**EXERCISE DETAILS:** Which of the lines below hold "will"? Please return each one.

**INPUT DATA:**
┄┄┄┄┄┄

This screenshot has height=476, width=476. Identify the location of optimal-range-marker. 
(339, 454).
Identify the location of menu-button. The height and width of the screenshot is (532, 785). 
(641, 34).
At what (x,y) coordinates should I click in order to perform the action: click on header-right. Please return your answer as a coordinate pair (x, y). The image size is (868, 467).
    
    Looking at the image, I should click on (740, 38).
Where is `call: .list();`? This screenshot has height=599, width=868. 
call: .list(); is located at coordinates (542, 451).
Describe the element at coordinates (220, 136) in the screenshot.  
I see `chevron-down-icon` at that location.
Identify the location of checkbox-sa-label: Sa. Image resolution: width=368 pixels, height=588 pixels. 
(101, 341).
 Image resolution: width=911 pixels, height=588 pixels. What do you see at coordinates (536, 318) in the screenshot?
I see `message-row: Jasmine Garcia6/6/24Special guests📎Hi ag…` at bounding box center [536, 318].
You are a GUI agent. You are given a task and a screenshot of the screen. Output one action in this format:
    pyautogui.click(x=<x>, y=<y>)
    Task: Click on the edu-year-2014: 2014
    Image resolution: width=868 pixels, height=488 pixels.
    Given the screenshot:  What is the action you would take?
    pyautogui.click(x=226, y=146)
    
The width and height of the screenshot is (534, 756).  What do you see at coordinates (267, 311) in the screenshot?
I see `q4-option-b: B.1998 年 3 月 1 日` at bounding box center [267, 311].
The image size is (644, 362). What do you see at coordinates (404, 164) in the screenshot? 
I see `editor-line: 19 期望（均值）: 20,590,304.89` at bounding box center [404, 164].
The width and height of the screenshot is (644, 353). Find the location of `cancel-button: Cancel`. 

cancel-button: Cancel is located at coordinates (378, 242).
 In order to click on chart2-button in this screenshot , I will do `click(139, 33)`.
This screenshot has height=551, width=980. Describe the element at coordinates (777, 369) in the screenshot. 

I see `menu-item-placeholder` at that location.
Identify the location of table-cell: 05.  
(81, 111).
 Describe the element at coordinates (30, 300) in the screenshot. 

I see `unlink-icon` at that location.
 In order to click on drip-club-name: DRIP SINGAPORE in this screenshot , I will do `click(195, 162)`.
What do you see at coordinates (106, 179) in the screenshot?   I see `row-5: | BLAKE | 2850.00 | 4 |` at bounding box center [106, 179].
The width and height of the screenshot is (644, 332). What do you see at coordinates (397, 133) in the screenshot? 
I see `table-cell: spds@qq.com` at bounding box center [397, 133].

┄┄┄┄┄┄

**TASK RESPONSE:**
 In order to click on chart2-button in this screenshot , I will do `click(139, 33)`.
 In order to click on drip-club-name: DRIP SINGAPORE in this screenshot , I will do `click(195, 162)`.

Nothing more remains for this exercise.